The Next.js 14 & Zustand Architecture
With the backend fortified, the UI is currently undergoing a massive zero-downtime migration to Next.js 14 (App Router) and Zustand.
To maintain 100% visual parity across 5 distinct B2B and consumer locales without rewriting 10,000 lines of legacy CSS, I am leveraging Next.js Route Groups (marketing), (b2b), and (blog-hub). Each layout.tsx imports only its specific legacy CSS dependencies, achieving perfect cascade isolation.
Imperative DOM reads and module-scope variables have been replaced by declarative Zustand stores (e.g., useBotStore for the AI Concierge, useCalculatorStore for in-memory B2B revenue simulations).
The Multimodal Flex: Zero-Dependency Audio Injection
While migrating the heavy infrastructure, I wanted to deploy ElevenLabs AI voice clones across our static editorial pages. Avoiding bloated React audio players, I wrote a lightweight, decoupled Vanilla JS injector.

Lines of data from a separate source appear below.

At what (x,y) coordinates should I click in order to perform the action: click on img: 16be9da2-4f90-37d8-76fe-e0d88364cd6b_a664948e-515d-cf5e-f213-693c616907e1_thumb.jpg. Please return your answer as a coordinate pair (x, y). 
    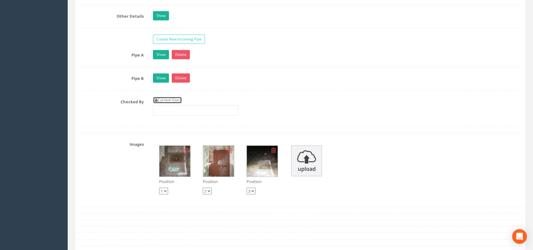
    Looking at the image, I should click on (262, 161).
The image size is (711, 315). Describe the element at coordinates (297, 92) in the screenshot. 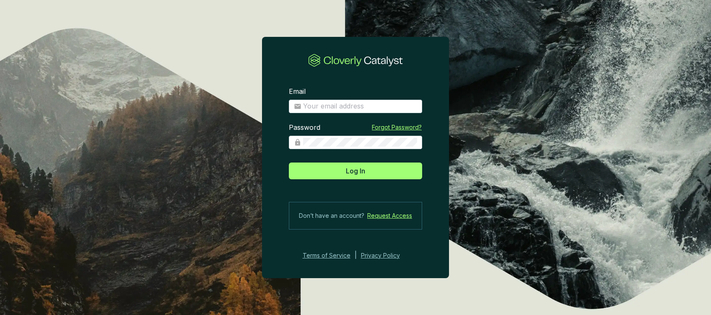

I see `label: Email` at that location.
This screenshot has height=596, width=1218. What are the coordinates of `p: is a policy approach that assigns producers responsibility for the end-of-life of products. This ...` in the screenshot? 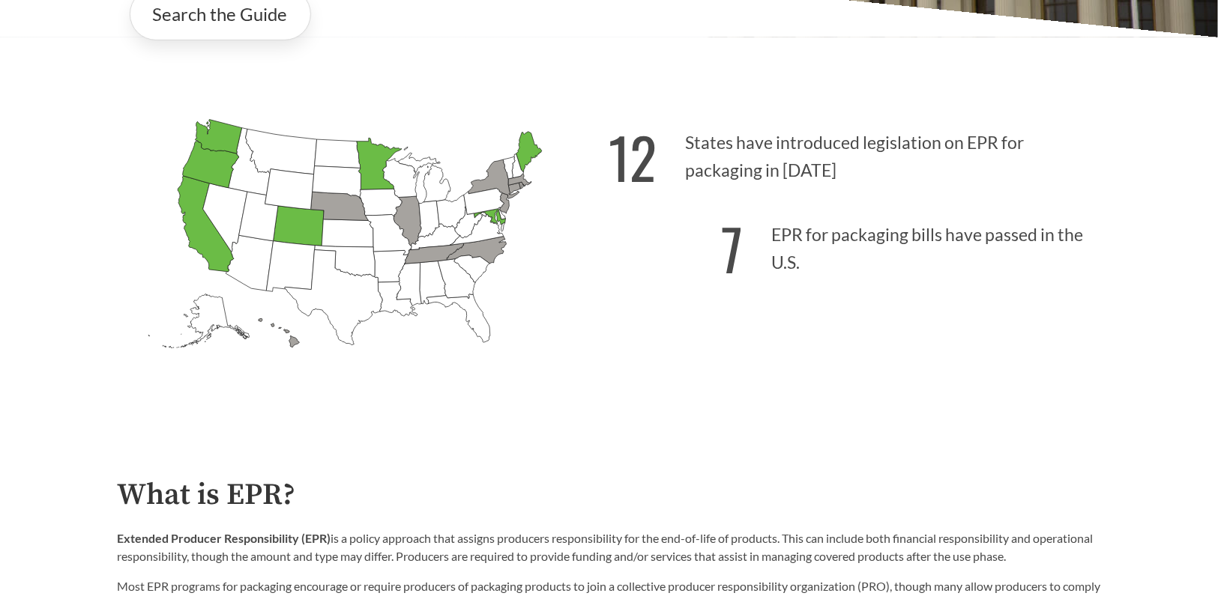 It's located at (609, 548).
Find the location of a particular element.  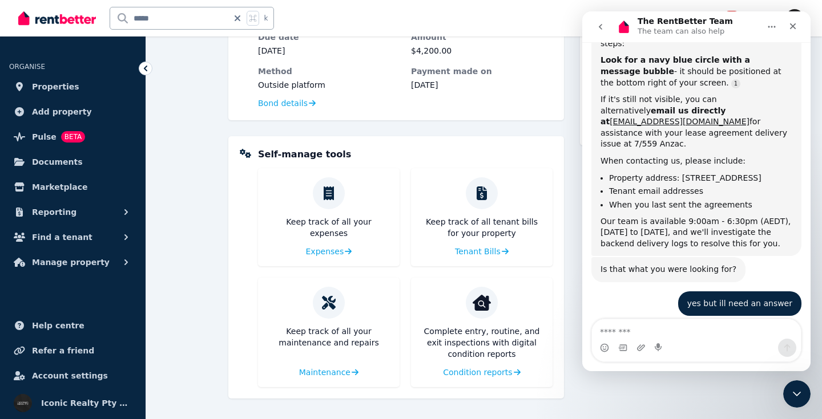

dd: Outside platform is located at coordinates (329, 85).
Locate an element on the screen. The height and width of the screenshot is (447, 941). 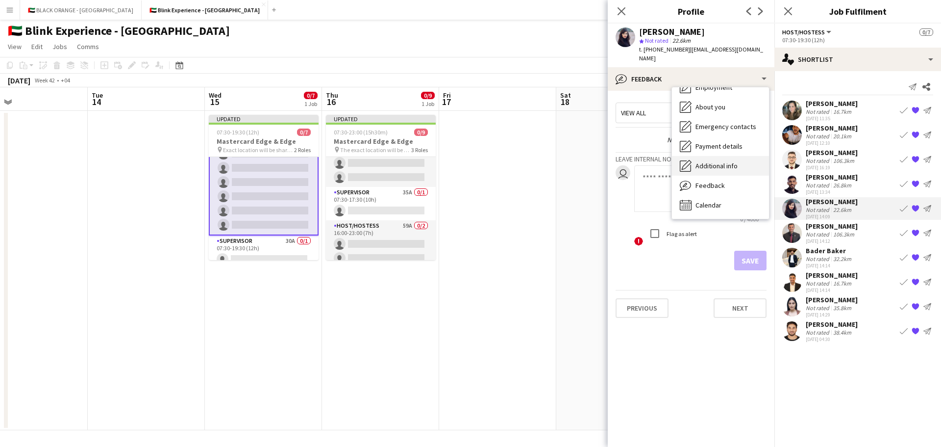
div: Feedback is located at coordinates (721, 185).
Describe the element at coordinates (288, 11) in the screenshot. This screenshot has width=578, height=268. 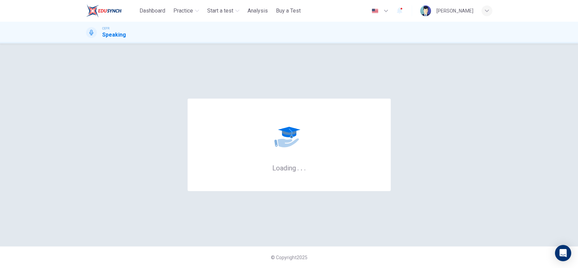
I see `a: Buy a Test` at that location.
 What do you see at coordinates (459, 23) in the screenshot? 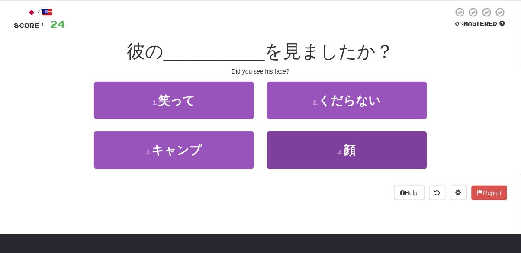
I see `span: 0 %` at bounding box center [459, 23].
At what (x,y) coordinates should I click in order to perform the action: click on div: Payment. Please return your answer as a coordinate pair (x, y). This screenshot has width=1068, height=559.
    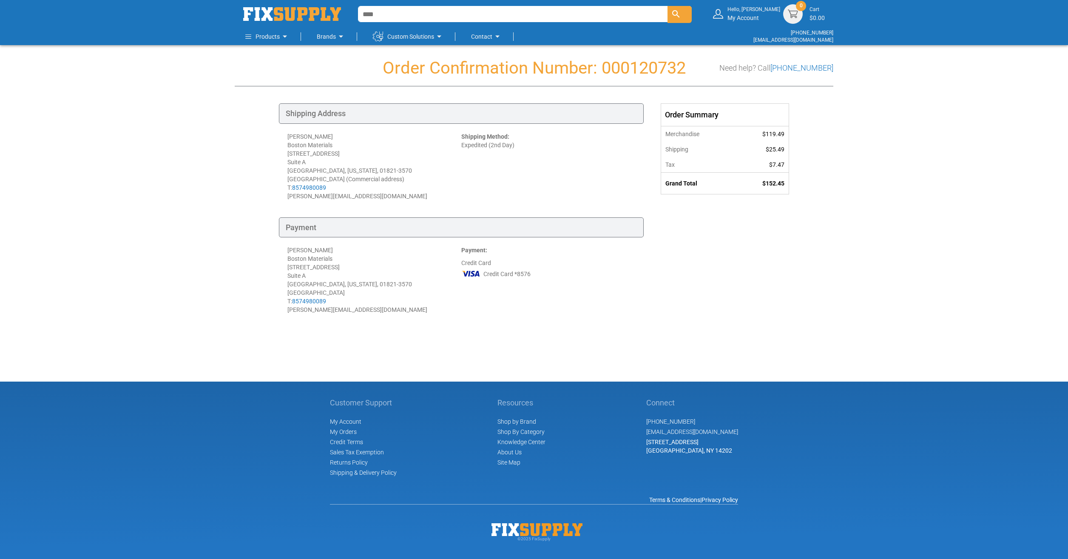
    Looking at the image, I should click on (461, 228).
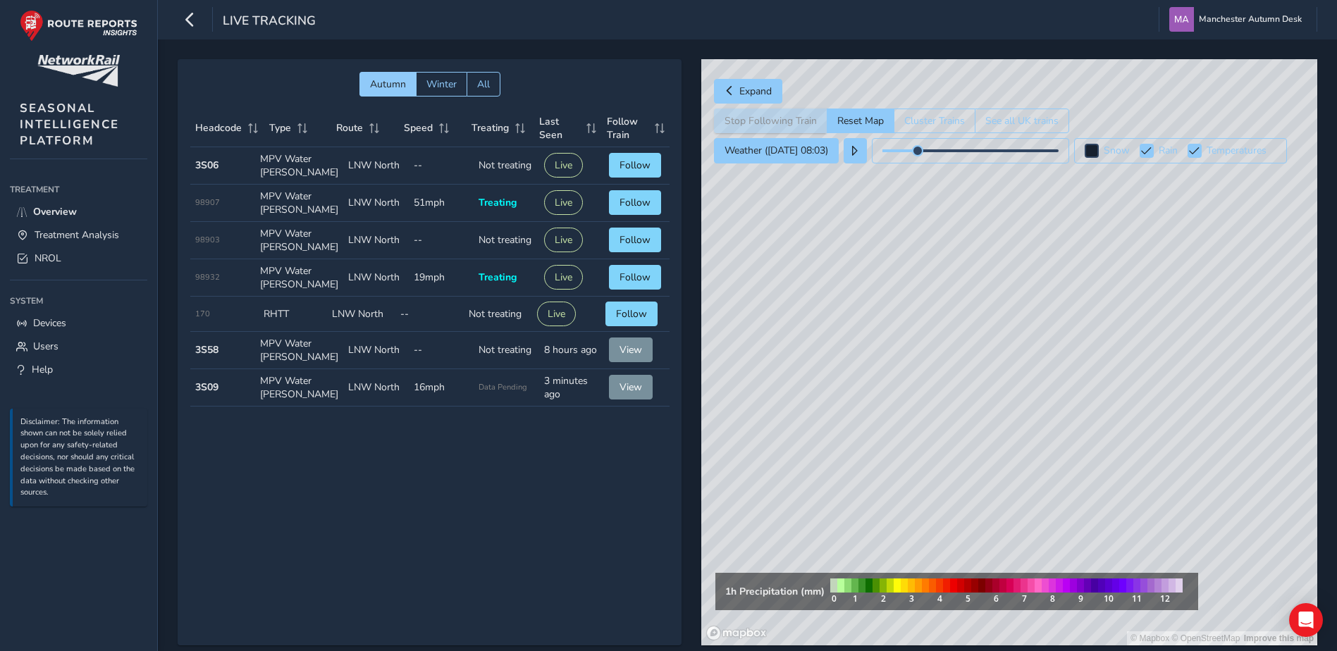 The height and width of the screenshot is (651, 1337). Describe the element at coordinates (1007, 592) in the screenshot. I see `img: rain legend` at that location.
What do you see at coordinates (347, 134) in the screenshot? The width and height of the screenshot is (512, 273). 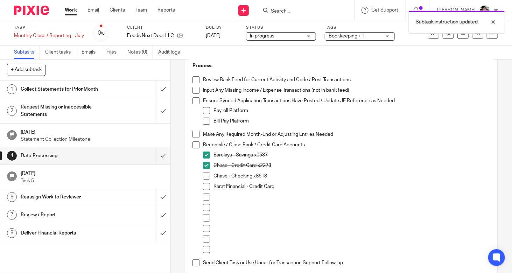 I see `p: Make Any Required Month-End or Adjusting Entries Needed` at bounding box center [347, 134].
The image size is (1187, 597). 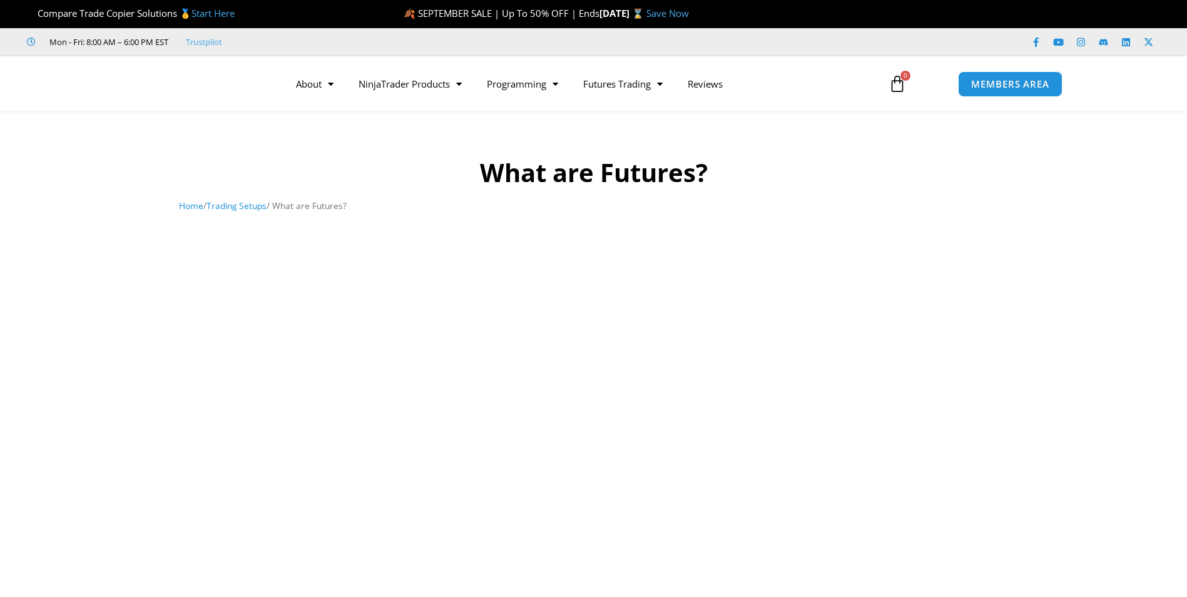 What do you see at coordinates (131, 13) in the screenshot?
I see `span: Compare Trade Copier Solutions 🥇` at bounding box center [131, 13].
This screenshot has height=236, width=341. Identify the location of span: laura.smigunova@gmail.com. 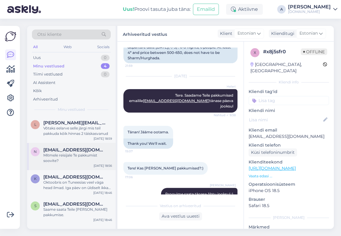
(75, 123).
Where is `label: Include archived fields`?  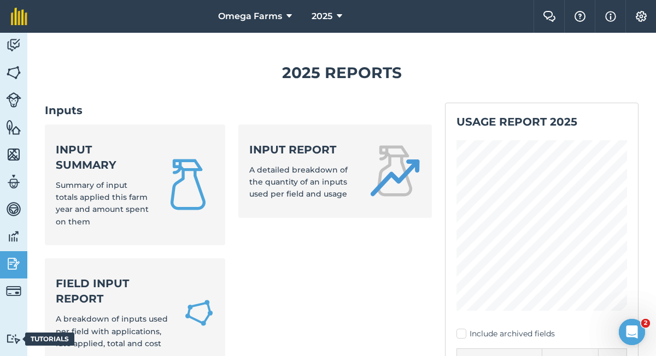 label: Include archived fields is located at coordinates (542, 334).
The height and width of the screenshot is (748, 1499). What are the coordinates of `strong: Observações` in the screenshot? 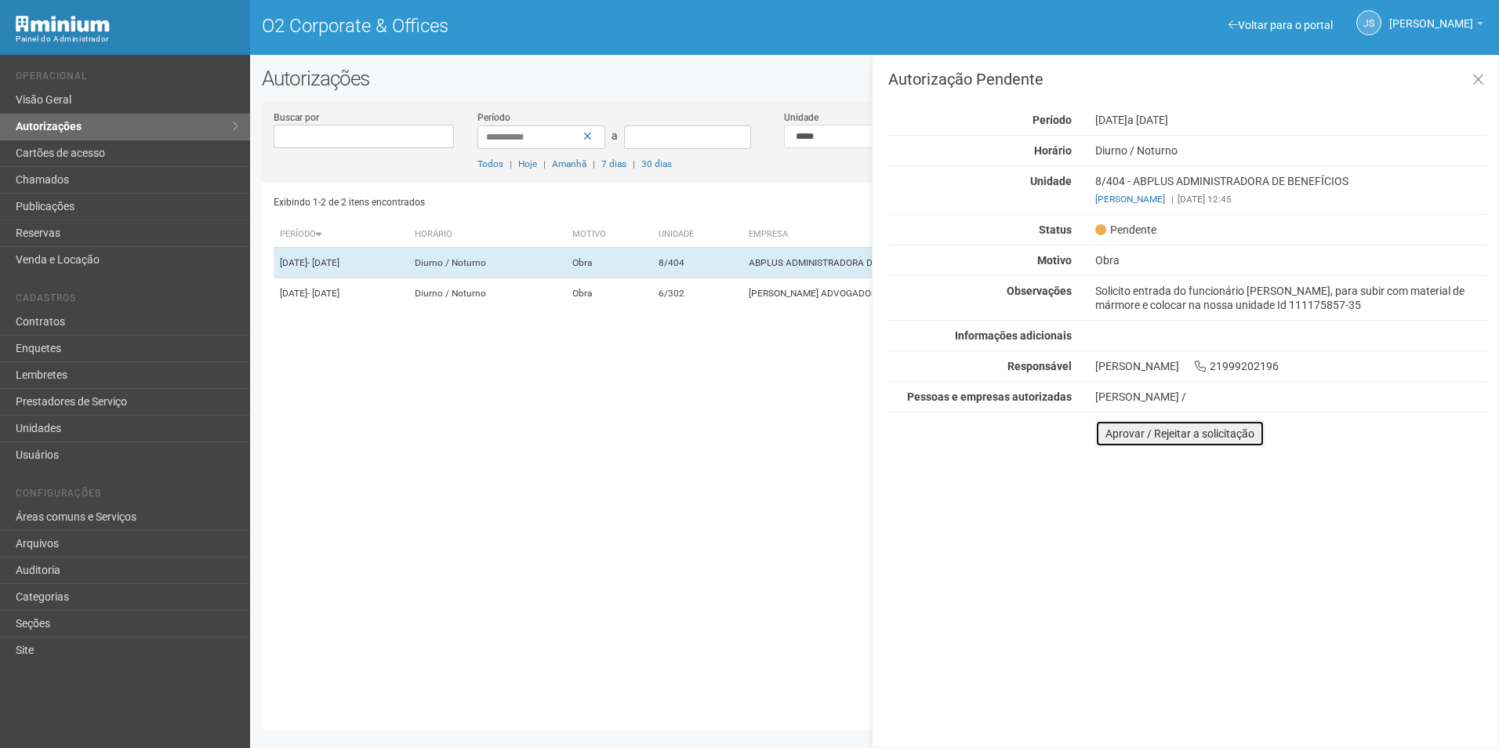 It's located at (1039, 291).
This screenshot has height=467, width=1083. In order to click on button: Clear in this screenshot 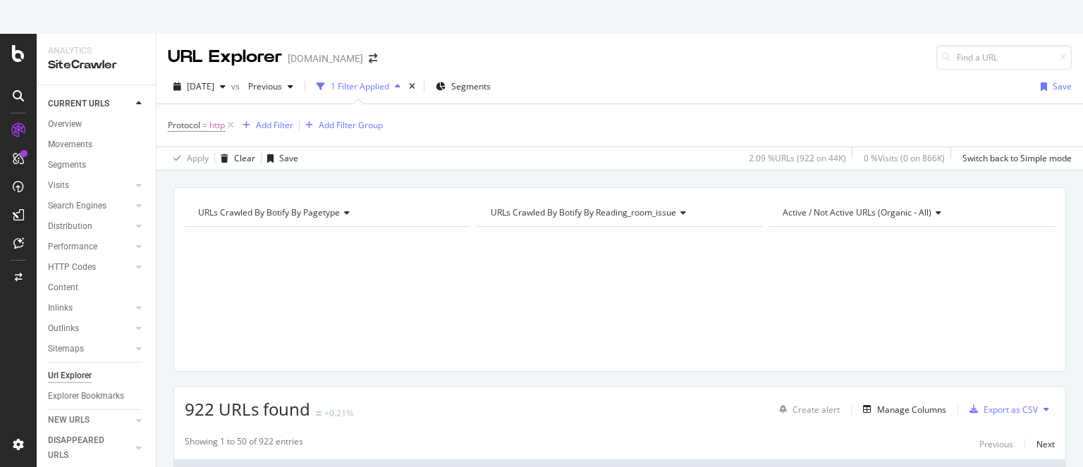, I will do `click(235, 159)`.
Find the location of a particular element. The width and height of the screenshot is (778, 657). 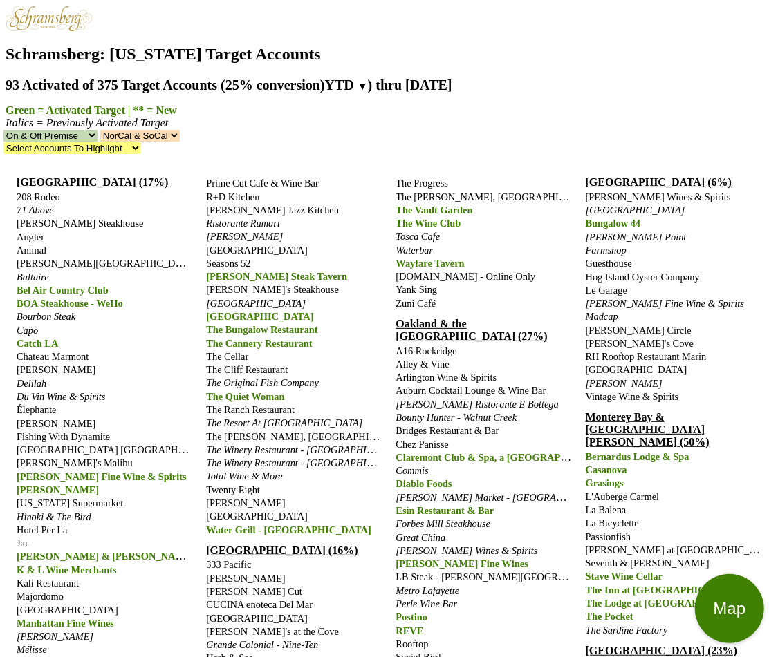

span: The Wine Club is located at coordinates (429, 223).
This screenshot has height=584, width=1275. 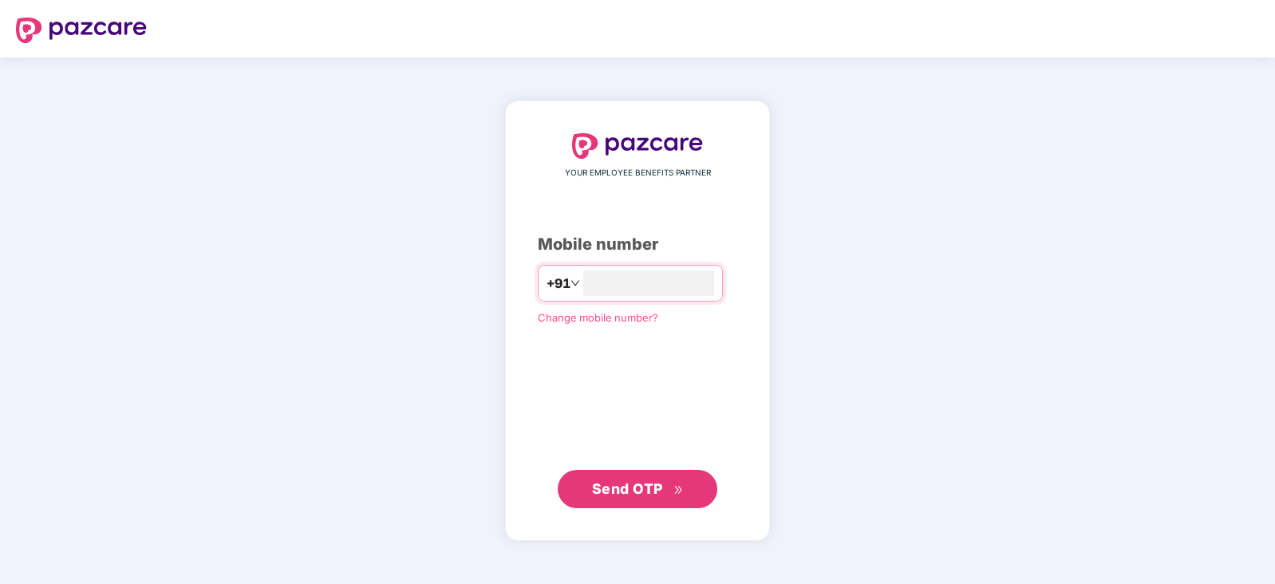 I want to click on span: down, so click(x=575, y=283).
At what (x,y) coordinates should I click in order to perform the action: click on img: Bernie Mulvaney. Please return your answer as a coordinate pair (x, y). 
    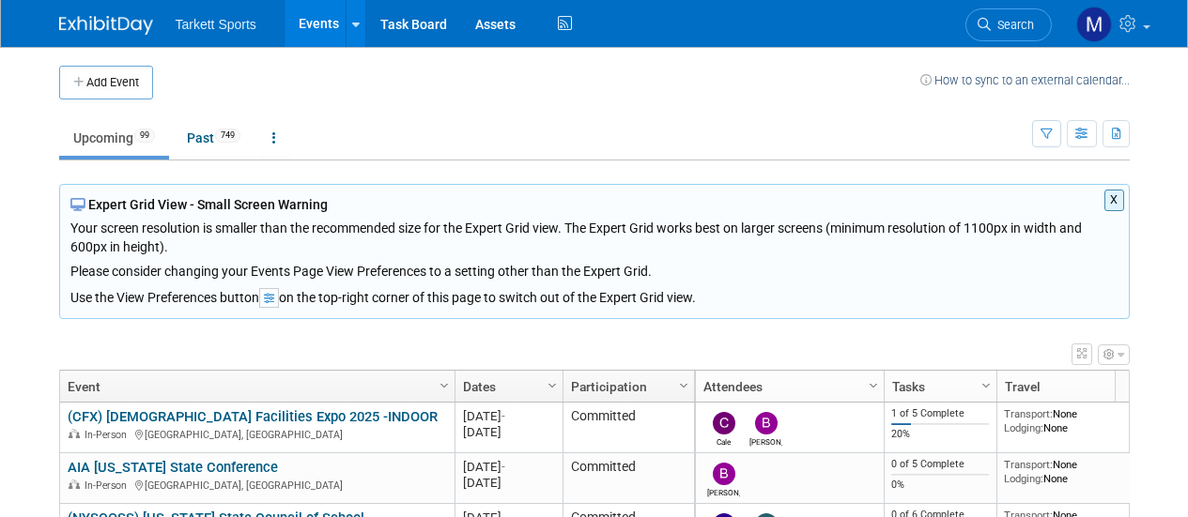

It securely fetches the assets from a public Supabase storage bucket without coupling the .mp3 target to fragile URL paths.
JavaScript
const AUDIO_CONFIG = {
projectId: 'nwugkqkesolynuzlhqum',
bucketName: 'voiceovers',
containerClass: '.voiceover-container'
};
class VoiceoverPlayer {
constructor(container) {
this.container = container;
this.slug = this.container.getAttribute('data-slug');
this.audioUrl = `https://${AUDIO_CONFIG.projectId}.supabase.co/storage/v1/object/public/${AUDIO_CONFIG.bucketName}/${this.slug}.mp3`;
this.audioElement = null;
this.isPlaying = false;
}
async init() {
if (!this.slug) return;
if (await this.verifyAudioExists()) {
this.injectUI();
this.setupAudio();
}
}
async verifyAudioExists() {
try {
return (await fetch(this.audioUrl, { method: 'HEAD' })).ok;
} catch (error) {
console.warn(`[LuKul Audio] Fetch failed: ${this.slug}`);
return false;
}
}
injectUI() {
const playerHTML = `
<style>
.lukul-audio-wrapper {
display: inline-flex; align-items: center; background-color: #0a0a0a;
border: 1px solid #1a1a1a; padding: 8px 16px; font-family: monospace;
cursor: pointer; transition: all 0.3s ease; margin: 20px 0;
}
.lukul-audio-wrapper:hover { border-color: #cda434; }
.lukul-play-icon {
width: 0; height: 0; border-top: 6px solid transparent;
border-bottom: 6px solid transparent; border-left: 10px solid #2e8b57;
margin-right: 12px; transition: all 0.2s ease;
}
.lukul-audio-wrapper.playing .lukul-play-icon {
border: none; width: 10px; height: 12px; background-color: #cda434;
border-left: 3px solid #cda434; border-right: 3px solid #cda434; box-sizing: border-box;
}
.lukul-audio-text { color: #e0e0e0; font-size: 0.85rem; text-transform: uppercase; }
</style>
<div class="lukul-audio-wrapper">
<div class="lukul-play-icon"></div>
<span class="lukul-audio-text">Listen to Architectural Breakdown</span>
</div>
`;
this.container.innerHTML = playerHTML;
}
setupAudio() {
this.audioElement = new Audio(this.audioUrl);
const btn = this.container.querySelector('.lukul-audio-wrapper');
const text = btn.querySelector('.lukul-audio-text');
btn.addEventListener('click', () => {
if (this.isPlaying) {
this.audioElement.pause();
btn.classList.remove('playing');
text.innerText = 'Listen to Architectural Breakdown';
} else {
this.audioElement.play().then(() => {
btn.classList.add('playing');
text.innerText = 'Playing...';
this.isPlaying = true;
}).catch(e => console.error("Audio blocked:", e));
}
});
this.audioElement.addEventListener('ended', () => {
this.isPlaying = false;
btn.classList.remove('playing');
text.innerText = 'Listen to Architectural Breakdown';
});
}
}
document.addEventListener('DOMContentLoaded', () => {
document.querySelectorAll(AUDIO_CONFIG.containerClass).forEach(c => new VoiceoverPlayer(c).init());
});
If you are dealing with technical debt, securing Edge Functions, or mapping complex relational telemetry in Supabase, let’s connect.